Intuition behind cohomology operations

You could start with Steenrod's classic article "Cohomology Operations, and Obstructions to Extending Continuous Functions* which was republished after his death. And then do a web search on the topic.


An intuition behind the cup product in cohomology is that is the map induced by the diagonal maps $ \Delta_X \colon X \to X \times X$. These maps are natural with respect to maps $X \to Y$ and the corresponding $X \times X \to Y \times Y$, hence this product is functorial.

Now consider $X^p$, the cartesian product of $X$ with itself $p$ times, where $p$ is a prime. There is a map

$$ T_X \colon X^p \to X^p$$

$$ (x_1,\ldots,x_p) \mapsto (x_2,\ldots,x_p,x_1) $$

which is also natural with respect to maps $X \to Y$. The corresponding maps $X^p \to Y^p$ would give you a commutative square. The existence of the Steenrod powers, which are cohomology operations for cohomology with coefficients in $\mathbb{Z}/p$, comes from these maps.

This is just an intuition, the real details are more intricate and technical and use the smash product instead of the Cartesian product. But I believe it makes more sense when you think about it in terms of Eilenberg-MacLane spaces.

There is a natural bijection

$$ H^n(X;\mathbb{Z}/p) \cong [X,K(\mathbb{Z}/p,n)] $$

where the right side denotes homotopy classes of maps $X \to K(\mathbb{Z}/p,n)$, then you can think of cohomology operations (for cohomology with coefficients in $\mathbb{Z}/p$) in terms of maps $$K(\mathbb{Z}/p,n) \to K(\mathbb{Z}/p,m)$$

Such a map would give you a way of getting an element of the $m$th cohomology of $X$ from an element of the $n$th cohomology of $X$ by composition. But we have

$$ [ K(\mathbb{Z}/p,n) , K(\mathbb{Z}/p,m) ] \cong H^m(K(\mathbb{Z}/p,n);\mathbb{Z}/p) $$

and so we have a cohomology operation for each element in these groups. In fact the cohomology rings of $K(\mathbb{Z}/p,n)$ were computed by Cartan and Serre and a multiplicative basis is given by the Steenrod powers and the Bockstein.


(Exercise instructions): Report each line below that carries the word "fluid".

%%

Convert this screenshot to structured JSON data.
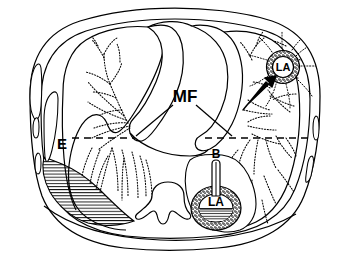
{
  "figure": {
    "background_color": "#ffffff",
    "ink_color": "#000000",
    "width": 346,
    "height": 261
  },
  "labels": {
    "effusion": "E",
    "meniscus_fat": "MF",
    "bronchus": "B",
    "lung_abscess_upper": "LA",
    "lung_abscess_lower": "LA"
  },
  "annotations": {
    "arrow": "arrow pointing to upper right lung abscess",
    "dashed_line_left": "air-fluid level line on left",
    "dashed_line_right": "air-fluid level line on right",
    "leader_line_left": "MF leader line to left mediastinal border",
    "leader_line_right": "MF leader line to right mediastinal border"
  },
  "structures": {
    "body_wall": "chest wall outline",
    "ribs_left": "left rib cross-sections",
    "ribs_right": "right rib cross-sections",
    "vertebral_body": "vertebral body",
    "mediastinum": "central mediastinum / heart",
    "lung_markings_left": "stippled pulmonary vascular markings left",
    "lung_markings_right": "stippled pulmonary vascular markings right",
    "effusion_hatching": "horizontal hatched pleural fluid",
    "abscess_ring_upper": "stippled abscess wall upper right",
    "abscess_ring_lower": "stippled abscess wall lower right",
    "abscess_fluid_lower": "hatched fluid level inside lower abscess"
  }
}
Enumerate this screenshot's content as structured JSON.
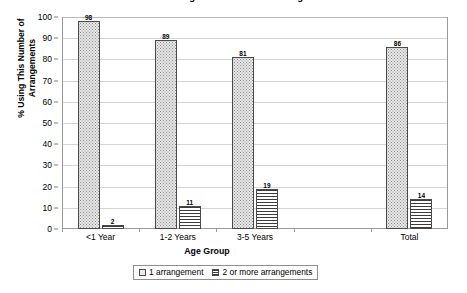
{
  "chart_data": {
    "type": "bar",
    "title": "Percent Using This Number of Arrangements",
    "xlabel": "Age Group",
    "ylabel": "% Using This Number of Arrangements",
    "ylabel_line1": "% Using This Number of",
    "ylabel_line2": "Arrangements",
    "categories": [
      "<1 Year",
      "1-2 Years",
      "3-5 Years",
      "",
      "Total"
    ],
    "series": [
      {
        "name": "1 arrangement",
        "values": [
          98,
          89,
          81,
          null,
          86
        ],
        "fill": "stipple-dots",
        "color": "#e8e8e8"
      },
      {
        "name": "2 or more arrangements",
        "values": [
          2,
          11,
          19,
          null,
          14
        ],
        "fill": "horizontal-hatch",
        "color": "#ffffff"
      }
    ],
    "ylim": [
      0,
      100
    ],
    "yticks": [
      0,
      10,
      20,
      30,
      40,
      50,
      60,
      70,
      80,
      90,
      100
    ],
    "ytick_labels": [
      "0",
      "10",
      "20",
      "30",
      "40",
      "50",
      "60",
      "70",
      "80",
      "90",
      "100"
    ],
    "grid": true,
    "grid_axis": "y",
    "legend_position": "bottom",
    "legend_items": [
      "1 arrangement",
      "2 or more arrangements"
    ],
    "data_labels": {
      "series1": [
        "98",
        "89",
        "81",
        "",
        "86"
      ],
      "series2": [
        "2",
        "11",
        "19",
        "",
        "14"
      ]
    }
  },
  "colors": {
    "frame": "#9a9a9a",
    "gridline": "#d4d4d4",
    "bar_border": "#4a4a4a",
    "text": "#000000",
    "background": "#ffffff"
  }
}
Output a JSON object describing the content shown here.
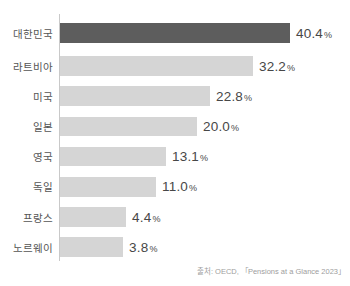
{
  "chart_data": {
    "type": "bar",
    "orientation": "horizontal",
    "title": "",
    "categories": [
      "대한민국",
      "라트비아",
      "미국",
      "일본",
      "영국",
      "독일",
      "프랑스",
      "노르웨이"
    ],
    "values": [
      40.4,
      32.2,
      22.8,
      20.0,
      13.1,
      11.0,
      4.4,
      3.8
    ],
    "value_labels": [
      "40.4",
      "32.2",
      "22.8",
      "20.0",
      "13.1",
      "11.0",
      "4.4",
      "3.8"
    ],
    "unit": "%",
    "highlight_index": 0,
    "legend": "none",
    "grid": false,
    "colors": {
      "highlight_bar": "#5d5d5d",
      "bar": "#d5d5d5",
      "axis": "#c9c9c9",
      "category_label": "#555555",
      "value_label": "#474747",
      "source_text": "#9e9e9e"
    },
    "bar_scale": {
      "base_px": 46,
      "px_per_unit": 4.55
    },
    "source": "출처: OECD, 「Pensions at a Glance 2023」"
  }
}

%%
%%

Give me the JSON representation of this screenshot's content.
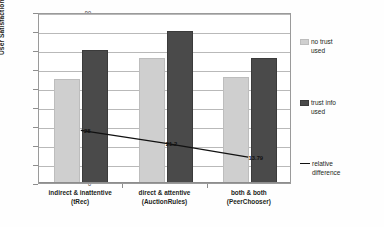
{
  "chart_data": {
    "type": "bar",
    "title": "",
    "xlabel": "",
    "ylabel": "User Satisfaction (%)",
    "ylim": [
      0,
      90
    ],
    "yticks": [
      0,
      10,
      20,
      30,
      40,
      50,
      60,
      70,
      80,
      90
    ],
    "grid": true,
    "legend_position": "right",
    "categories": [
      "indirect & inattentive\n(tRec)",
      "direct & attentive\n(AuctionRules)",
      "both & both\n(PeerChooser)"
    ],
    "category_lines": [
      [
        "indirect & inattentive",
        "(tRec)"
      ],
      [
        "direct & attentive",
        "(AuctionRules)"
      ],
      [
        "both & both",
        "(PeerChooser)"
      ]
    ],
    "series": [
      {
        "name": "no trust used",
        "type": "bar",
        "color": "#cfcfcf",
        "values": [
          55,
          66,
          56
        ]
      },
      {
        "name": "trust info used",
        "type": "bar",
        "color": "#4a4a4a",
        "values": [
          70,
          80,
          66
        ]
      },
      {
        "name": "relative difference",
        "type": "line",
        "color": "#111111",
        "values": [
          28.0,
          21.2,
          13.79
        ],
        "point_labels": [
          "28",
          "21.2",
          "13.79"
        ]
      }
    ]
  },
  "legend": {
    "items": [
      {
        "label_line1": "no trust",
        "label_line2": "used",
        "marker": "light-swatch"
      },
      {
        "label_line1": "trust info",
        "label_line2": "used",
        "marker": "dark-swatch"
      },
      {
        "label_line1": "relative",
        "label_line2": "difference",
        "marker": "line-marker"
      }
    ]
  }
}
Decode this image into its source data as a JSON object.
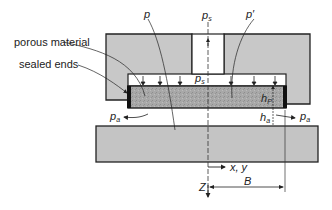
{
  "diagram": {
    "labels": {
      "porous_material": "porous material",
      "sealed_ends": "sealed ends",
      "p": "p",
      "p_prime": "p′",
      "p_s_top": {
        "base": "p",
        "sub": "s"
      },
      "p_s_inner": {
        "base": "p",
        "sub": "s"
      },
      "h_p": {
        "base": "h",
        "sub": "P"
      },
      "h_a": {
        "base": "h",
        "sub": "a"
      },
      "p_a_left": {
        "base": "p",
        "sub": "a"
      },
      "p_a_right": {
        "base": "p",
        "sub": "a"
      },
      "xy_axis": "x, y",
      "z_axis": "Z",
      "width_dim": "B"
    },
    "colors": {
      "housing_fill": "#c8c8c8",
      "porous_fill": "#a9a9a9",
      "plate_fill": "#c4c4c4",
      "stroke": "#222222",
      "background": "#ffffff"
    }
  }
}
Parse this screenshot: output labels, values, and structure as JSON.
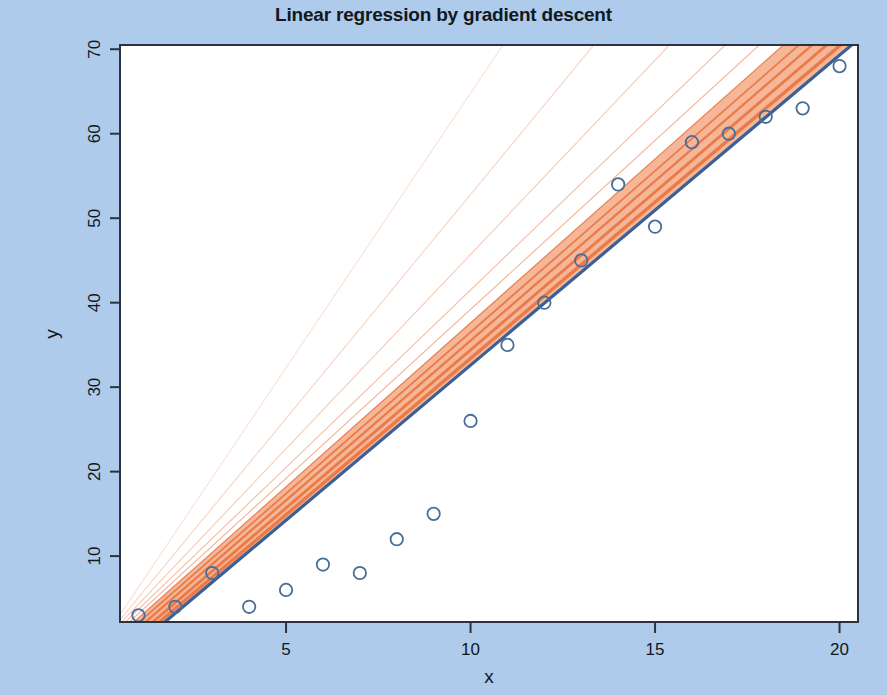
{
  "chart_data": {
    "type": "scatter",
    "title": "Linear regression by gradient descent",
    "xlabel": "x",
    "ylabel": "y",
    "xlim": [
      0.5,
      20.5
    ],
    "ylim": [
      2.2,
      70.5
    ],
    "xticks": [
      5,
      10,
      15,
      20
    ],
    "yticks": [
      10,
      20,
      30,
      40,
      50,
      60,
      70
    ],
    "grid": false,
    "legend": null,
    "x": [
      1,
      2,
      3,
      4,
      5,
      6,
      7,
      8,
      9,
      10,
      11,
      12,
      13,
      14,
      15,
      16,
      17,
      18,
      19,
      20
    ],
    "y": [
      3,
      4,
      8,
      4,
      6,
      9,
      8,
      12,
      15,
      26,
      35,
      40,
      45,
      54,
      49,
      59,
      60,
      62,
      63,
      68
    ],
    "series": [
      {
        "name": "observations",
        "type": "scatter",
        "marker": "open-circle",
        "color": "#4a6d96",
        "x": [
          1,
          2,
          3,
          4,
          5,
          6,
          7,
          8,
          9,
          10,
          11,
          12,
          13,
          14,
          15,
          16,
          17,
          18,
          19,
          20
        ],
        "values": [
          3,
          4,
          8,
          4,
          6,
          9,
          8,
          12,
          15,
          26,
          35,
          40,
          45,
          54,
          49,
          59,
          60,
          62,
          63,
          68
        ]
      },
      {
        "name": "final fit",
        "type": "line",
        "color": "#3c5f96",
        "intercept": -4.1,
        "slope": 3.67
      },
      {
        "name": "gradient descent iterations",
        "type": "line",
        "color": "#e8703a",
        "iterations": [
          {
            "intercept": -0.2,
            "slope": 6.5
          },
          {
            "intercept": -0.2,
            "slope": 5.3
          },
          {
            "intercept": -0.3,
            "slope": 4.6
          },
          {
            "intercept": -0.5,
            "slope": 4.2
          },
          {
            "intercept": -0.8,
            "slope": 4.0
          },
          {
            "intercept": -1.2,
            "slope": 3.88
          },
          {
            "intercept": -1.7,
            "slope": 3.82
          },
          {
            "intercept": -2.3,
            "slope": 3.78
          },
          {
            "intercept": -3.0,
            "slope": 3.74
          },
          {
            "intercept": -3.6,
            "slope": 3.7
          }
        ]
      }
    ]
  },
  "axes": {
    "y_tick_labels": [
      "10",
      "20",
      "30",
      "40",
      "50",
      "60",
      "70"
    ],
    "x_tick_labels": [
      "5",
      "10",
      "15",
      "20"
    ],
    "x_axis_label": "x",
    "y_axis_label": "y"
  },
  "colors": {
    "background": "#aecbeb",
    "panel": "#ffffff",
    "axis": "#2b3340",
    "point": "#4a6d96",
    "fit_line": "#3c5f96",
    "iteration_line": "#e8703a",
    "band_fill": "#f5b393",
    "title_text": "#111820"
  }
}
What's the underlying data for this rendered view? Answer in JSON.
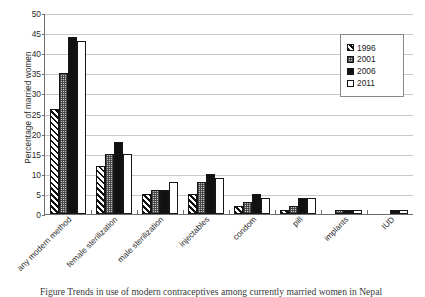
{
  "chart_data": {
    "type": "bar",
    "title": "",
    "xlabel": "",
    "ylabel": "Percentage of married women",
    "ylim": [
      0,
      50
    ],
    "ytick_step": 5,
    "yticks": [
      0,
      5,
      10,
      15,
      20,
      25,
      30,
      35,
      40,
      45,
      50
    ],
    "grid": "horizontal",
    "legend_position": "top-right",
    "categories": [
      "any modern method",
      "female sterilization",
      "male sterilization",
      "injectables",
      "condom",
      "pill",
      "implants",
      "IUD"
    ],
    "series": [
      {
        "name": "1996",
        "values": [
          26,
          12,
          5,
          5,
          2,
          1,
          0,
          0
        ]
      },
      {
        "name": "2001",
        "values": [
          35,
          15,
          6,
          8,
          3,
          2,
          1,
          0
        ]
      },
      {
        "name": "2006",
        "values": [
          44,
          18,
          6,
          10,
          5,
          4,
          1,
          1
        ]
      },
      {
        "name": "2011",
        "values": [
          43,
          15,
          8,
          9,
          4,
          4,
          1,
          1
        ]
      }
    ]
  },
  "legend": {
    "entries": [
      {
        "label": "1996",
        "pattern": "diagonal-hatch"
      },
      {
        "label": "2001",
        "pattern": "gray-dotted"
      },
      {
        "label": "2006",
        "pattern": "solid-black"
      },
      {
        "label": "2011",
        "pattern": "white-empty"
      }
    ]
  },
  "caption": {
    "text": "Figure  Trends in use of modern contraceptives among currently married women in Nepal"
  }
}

%%

(Exercise response):
    "dashed_line_left": "air-fluid level line on left",
    "dashed_line_right": "air-fluid level line on right",
    "effusion_hatching": "horizontal hatched pleural fluid",
    "abscess_fluid_lower": "hatched fluid level inside lower abscess"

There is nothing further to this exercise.